(Stored data)
───
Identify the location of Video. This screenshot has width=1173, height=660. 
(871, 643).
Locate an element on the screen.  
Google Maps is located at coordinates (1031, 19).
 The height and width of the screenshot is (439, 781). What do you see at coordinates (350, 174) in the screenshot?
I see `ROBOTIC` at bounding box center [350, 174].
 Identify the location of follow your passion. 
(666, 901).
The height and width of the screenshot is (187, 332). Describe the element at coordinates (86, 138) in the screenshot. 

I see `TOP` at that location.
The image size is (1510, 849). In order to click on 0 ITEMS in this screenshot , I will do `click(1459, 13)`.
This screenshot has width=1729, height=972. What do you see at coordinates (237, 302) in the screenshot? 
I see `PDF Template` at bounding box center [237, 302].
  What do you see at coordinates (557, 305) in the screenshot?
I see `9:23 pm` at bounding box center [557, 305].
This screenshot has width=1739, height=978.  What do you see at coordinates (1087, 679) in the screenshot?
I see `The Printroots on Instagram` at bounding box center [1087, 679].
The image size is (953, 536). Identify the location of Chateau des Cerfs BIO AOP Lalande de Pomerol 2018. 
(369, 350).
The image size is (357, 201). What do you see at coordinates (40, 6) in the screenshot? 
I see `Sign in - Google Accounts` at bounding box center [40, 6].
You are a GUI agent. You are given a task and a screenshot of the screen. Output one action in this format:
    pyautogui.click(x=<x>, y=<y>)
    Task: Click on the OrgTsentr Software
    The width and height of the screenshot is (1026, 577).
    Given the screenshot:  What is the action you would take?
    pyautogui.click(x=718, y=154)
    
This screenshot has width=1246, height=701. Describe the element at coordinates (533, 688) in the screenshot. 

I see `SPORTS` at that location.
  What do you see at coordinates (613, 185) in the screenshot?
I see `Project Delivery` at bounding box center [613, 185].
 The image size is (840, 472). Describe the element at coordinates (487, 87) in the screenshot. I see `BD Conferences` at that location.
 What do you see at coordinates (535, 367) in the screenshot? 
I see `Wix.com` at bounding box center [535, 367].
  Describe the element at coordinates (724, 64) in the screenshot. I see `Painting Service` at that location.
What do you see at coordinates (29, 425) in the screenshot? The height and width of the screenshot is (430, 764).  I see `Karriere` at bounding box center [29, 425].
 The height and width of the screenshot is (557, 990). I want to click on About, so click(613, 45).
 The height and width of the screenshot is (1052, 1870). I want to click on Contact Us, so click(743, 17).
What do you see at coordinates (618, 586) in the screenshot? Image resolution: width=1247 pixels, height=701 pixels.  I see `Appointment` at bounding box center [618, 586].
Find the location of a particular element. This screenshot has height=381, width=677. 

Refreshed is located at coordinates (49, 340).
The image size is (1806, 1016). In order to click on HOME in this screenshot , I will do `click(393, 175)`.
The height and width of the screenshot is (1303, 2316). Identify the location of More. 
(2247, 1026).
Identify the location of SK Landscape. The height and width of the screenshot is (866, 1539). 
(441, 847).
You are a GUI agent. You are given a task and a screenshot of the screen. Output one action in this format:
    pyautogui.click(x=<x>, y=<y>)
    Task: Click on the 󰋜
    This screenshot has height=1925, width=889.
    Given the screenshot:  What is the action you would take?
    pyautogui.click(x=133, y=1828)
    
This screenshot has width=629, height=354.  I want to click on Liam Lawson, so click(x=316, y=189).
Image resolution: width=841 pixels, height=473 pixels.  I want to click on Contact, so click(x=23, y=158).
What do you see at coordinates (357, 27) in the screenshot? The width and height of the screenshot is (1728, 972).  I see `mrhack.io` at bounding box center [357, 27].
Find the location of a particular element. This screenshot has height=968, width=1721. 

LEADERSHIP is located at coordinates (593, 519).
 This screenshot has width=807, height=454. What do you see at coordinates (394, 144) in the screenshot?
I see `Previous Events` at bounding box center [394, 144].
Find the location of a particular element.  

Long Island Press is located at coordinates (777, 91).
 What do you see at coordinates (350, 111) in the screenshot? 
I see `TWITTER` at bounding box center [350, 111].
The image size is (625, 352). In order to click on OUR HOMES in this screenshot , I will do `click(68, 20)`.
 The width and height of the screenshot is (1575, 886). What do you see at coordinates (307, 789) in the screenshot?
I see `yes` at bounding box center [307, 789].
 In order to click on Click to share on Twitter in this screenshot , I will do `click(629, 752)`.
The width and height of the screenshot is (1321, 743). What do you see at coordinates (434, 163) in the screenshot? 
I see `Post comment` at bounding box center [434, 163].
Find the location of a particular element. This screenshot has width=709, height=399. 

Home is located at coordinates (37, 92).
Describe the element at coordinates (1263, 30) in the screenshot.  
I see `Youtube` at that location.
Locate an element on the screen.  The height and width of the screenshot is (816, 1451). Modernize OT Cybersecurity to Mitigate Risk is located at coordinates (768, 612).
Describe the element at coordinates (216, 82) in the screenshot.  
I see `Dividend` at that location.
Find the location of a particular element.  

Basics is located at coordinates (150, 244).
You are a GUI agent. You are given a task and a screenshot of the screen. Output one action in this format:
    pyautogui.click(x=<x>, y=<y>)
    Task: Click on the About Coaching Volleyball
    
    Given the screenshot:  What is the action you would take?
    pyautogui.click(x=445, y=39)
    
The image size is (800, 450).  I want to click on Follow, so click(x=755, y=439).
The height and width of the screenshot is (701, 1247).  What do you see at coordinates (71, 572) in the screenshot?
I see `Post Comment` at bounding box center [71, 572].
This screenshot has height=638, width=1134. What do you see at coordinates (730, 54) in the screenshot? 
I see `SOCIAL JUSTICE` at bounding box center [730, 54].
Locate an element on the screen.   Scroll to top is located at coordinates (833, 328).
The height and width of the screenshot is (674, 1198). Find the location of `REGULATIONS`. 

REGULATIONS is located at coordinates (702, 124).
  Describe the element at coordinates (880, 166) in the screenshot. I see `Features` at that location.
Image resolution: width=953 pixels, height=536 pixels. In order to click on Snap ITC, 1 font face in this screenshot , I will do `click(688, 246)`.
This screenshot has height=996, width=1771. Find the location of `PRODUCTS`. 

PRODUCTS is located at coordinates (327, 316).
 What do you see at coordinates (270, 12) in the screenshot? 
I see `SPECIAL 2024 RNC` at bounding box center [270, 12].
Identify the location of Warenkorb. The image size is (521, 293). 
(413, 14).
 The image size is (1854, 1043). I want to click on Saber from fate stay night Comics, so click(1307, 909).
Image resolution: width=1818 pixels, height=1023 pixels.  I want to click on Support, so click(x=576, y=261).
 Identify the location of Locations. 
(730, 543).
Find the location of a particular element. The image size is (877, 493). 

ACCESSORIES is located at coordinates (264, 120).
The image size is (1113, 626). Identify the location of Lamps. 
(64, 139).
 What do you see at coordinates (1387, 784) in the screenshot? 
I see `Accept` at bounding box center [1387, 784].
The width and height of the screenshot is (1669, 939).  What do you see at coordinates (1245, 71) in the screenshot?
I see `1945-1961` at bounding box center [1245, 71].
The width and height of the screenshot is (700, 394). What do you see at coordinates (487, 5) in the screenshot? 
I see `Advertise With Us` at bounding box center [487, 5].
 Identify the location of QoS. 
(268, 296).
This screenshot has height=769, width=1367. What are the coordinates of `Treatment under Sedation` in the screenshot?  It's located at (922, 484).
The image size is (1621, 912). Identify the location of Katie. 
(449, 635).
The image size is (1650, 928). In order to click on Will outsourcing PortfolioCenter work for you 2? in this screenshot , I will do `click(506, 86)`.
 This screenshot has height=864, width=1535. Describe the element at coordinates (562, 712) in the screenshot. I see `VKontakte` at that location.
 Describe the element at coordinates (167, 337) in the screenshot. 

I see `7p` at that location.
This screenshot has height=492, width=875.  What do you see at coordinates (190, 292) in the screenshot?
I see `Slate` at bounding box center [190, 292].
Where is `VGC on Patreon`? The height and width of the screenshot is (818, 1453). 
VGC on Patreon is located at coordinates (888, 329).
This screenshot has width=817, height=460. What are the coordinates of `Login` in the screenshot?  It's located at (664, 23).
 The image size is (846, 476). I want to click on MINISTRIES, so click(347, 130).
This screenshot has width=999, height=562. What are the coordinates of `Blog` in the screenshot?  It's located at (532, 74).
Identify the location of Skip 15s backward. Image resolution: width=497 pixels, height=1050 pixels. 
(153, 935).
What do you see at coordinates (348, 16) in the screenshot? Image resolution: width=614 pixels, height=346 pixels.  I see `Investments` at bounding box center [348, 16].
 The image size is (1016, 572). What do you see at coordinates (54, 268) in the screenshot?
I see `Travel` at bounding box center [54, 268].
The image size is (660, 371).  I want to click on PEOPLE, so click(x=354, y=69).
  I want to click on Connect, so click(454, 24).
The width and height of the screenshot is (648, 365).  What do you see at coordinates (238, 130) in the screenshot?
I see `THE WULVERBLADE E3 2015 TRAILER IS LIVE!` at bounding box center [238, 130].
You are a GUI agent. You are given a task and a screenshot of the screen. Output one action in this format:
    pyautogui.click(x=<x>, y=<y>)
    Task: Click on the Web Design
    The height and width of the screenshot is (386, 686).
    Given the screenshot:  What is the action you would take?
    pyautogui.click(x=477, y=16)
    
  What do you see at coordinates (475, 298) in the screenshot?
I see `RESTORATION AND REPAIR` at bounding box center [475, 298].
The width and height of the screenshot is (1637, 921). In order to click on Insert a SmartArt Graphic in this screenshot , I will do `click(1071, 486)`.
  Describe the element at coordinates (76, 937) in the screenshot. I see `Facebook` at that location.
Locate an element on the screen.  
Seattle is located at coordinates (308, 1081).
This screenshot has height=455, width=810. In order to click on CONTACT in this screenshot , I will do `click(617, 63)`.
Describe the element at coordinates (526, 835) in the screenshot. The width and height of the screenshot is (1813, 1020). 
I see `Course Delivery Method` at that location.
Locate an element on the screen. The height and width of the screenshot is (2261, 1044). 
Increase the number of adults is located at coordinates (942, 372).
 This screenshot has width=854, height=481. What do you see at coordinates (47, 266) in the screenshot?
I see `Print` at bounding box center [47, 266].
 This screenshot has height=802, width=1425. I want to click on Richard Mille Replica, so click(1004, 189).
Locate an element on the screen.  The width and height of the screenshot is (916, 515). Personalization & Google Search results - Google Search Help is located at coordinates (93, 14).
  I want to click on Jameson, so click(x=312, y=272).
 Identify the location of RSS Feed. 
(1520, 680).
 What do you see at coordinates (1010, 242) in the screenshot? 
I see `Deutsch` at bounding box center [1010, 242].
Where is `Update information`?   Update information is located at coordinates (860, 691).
───
» WHAT YOU NEED TO DO
Return, with no change at all, every line in the entries above from the line containing "The image size is (1621, 912)." through the line containing "The height and width of the screenshot is (386, 686).".

» TASK OUTPUT
The image size is (1621, 912). Identify the location of Katie. 
(449, 635).
The image size is (1650, 928). In order to click on Will outsourcing PortfolioCenter work for you 2? in this screenshot , I will do `click(506, 86)`.
 This screenshot has height=864, width=1535. Describe the element at coordinates (562, 712) in the screenshot. I see `VKontakte` at that location.
 Describe the element at coordinates (167, 337) in the screenshot. 

I see `7p` at that location.
This screenshot has height=492, width=875.  What do you see at coordinates (190, 292) in the screenshot?
I see `Slate` at bounding box center [190, 292].
Where is `VGC on Patreon`? The height and width of the screenshot is (818, 1453). 
VGC on Patreon is located at coordinates (888, 329).
This screenshot has width=817, height=460. What are the coordinates of `Login` in the screenshot?  It's located at (664, 23).
 The image size is (846, 476). I want to click on MINISTRIES, so click(347, 130).
This screenshot has width=999, height=562. What are the coordinates of `Blog` in the screenshot?  It's located at (532, 74).
Identify the location of Skip 15s backward. Image resolution: width=497 pixels, height=1050 pixels. 
(153, 935).
What do you see at coordinates (348, 16) in the screenshot? Image resolution: width=614 pixels, height=346 pixels.  I see `Investments` at bounding box center [348, 16].
 The image size is (1016, 572). What do you see at coordinates (54, 268) in the screenshot?
I see `Travel` at bounding box center [54, 268].
The image size is (660, 371).  I want to click on PEOPLE, so click(x=354, y=69).
  I want to click on Connect, so click(454, 24).
The width and height of the screenshot is (648, 365).  What do you see at coordinates (238, 130) in the screenshot?
I see `THE WULVERBLADE E3 2015 TRAILER IS LIVE!` at bounding box center [238, 130].
You are a GUI agent. You are given a task and a screenshot of the screen. Output one action in this format:
    pyautogui.click(x=<x>, y=<y>)
    Task: Click on the Web Design
    The height and width of the screenshot is (386, 686).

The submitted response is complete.